Sakshi Tanwar’s Gutwrenching Performance Cannot Save Mai

Mai(Netflix, 6 Episodes)

Starring Sakshi Tanwar, Vivek Mushran, Seema Bhargava

Directed  by Atul Monga, Anshai Lal

Rating: **

The grieving mom  out to avenge her daughter’s murder is  not a new subject. We’ve seen  Sridevi do the vengeful mom’s act in what turned  out to be her final film. In Mai Sakshi Tanwar is  a portrait  of  anguish  and rage as her mute daughter is  killed  in a staged  road accident From here Sakshi’s Sheel goes into a loop  of vengeance  and vendetta that seems real only when she is  vulnerable.

There is  a  chilling  sequence in Episode  3 where  Sheel is  accosted by  two very dangerous goons as he emerges  half-dressed from a bath.. One of them pushes  Sheel to the wall and threatens to rape  her.

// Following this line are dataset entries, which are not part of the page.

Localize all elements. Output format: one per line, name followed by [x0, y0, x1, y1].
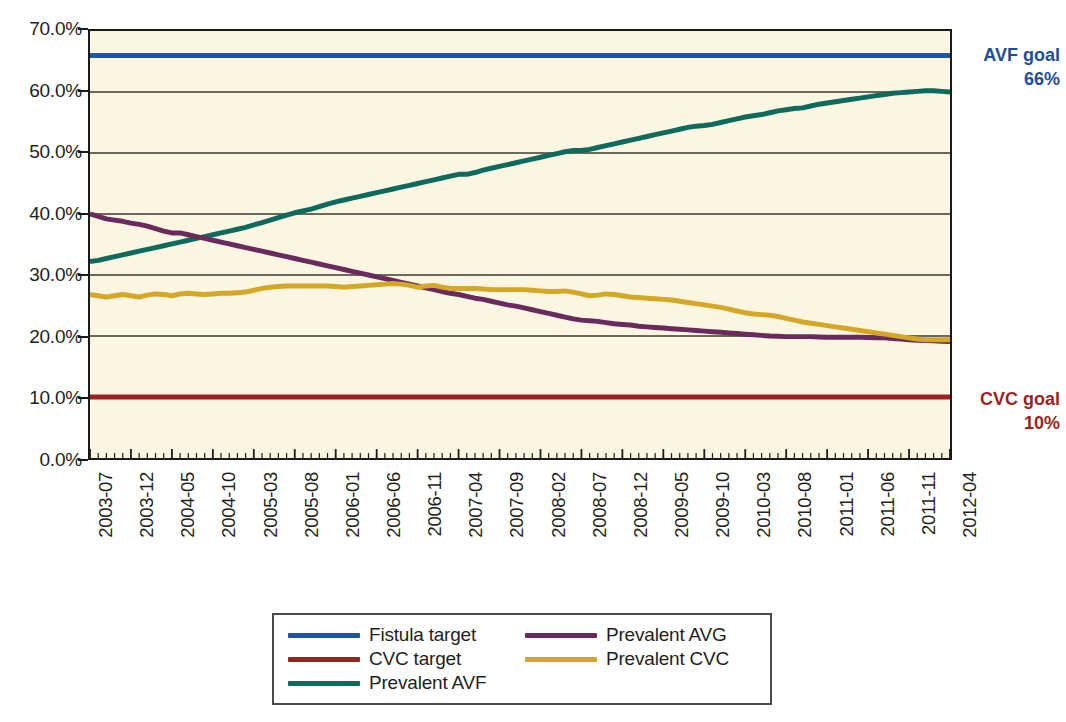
cvc-goal-annotation: CVC goal 10% — [956, 388, 1060, 436]
y-tick-label: 20.0% — [0, 326, 82, 348]
legend-swatch-icon — [288, 657, 360, 662]
y-tick-mark — [78, 397, 88, 399]
legend-swatch-icon — [288, 633, 360, 638]
x-tick-label: 2008-02 — [548, 472, 570, 538]
series-line-prevalent-cvc — [90, 284, 950, 340]
plot-area — [88, 29, 952, 460]
x-tick-label: 2010-08 — [794, 472, 816, 538]
legend-label: Prevalent AVF — [369, 672, 486, 694]
legend-label: CVC target — [369, 648, 461, 670]
legend-swatch-icon — [288, 681, 360, 686]
avf-goal-line1: AVF goal — [983, 45, 1060, 65]
legend-grid: Fistula targetCVC targetPrevalent AVFPre… — [288, 623, 756, 695]
x-tick-label: 2011-01 — [836, 472, 858, 536]
legend-swatch-icon — [525, 633, 597, 638]
y-axis: 0.0%10.0%20.0%30.0%40.0%50.0%60.0%70.0% — [0, 0, 82, 722]
avf-goal-annotation: AVF goal 66% — [956, 44, 1060, 92]
y-tick-mark — [78, 336, 88, 338]
series-line-prevalent-avf — [90, 91, 950, 262]
y-tick-label: 10.0% — [0, 387, 82, 409]
x-tick-label: 2009-05 — [671, 472, 693, 538]
legend: Fistula targetCVC targetPrevalent AVFPre… — [272, 613, 772, 705]
x-tick-label: 2004-10 — [218, 472, 240, 538]
x-tick-label: 2007-09 — [506, 472, 528, 538]
x-tick-label: 2004-05 — [177, 472, 199, 538]
legend-item-prevalent-avf[interactable]: Prevalent AVF — [288, 671, 519, 695]
y-tick-label: 50.0% — [0, 141, 82, 163]
x-tick-label: 2006-11 — [424, 472, 446, 536]
legend-item-cvc-target[interactable]: CVC target — [288, 647, 519, 671]
x-tick-label: 2006-06 — [383, 472, 405, 538]
y-tick-mark — [78, 274, 88, 276]
x-axis: 2003-072003-122004-052004-102005-032005-… — [0, 468, 1066, 588]
x-tick-label: 2009-10 — [712, 472, 734, 538]
y-tick-mark — [78, 151, 88, 153]
x-tick-label: 2005-03 — [260, 472, 282, 538]
x-tick-label: 2003-07 — [95, 472, 117, 538]
legend-item-prevalent-cvc[interactable]: Prevalent CVC — [525, 647, 756, 671]
x-tick-label: 2010-03 — [753, 472, 775, 538]
x-tick-label: 2006-01 — [342, 472, 364, 538]
y-tick-mark — [78, 90, 88, 92]
chart-page: 0.0%10.0%20.0%30.0%40.0%50.0%60.0%70.0% … — [0, 0, 1066, 722]
y-tick-label: 30.0% — [0, 264, 82, 286]
x-tick-label: 2008-12 — [630, 472, 652, 538]
y-tick-label: 70.0% — [0, 18, 82, 40]
x-tick-label: 2011-06 — [877, 472, 899, 536]
legend-item-fistula-target[interactable]: Fistula target — [288, 623, 519, 647]
x-tick-label: 2005-08 — [301, 472, 323, 538]
x-tick-label: 2012-04 — [959, 472, 981, 538]
legend-swatch-icon — [525, 657, 597, 662]
y-tick-label: 40.0% — [0, 203, 82, 225]
legend-label: Prevalent CVC — [606, 648, 729, 670]
x-tick-label: 2003-12 — [136, 472, 158, 538]
legend-label: Fistula target — [369, 624, 476, 646]
y-tick-mark — [78, 213, 88, 215]
y-tick-label: 60.0% — [0, 80, 82, 102]
avf-goal-line2: 66% — [956, 68, 1060, 92]
legend-label: Prevalent AVG — [606, 624, 727, 646]
y-tick-mark — [78, 459, 88, 461]
x-tick-label: 2007-04 — [465, 472, 487, 538]
plot-svg — [90, 31, 950, 458]
cvc-goal-line2: 10% — [956, 412, 1060, 436]
legend-item-prevalent-avg[interactable]: Prevalent AVG — [525, 623, 756, 647]
cvc-goal-line1: CVC goal — [980, 389, 1060, 409]
x-tick-label: 2008-07 — [589, 472, 611, 538]
y-tick-mark — [78, 28, 88, 30]
x-tick-label: 2011-11 — [918, 472, 940, 535]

“I will give you  a better time than  your husband,” he  warns her as he pushes his hand in  her blouse and his pelvis in her petticoat.

It is a shocking moment, perhaps never seen in Indian cinema, where  a decent  respected  housewife is slut-shamed for snooping around to  find her  daughter’s  killers.

Think  about it. A grieving mother  hence  a woman of inviolable sentiments,violated with such  crude brutality.

The actor performing this heinous  act of  violence is Vaibhav Raj Gupta, so endearing  as the elder son of a normal middleclass family in Gullak ,here transformed  into a puppet perpetrator   of violence. His  character  Shankar too must have been from  a normal family . I imagine the son in Gullak losing his job and transforming into this menacing villain in Mai.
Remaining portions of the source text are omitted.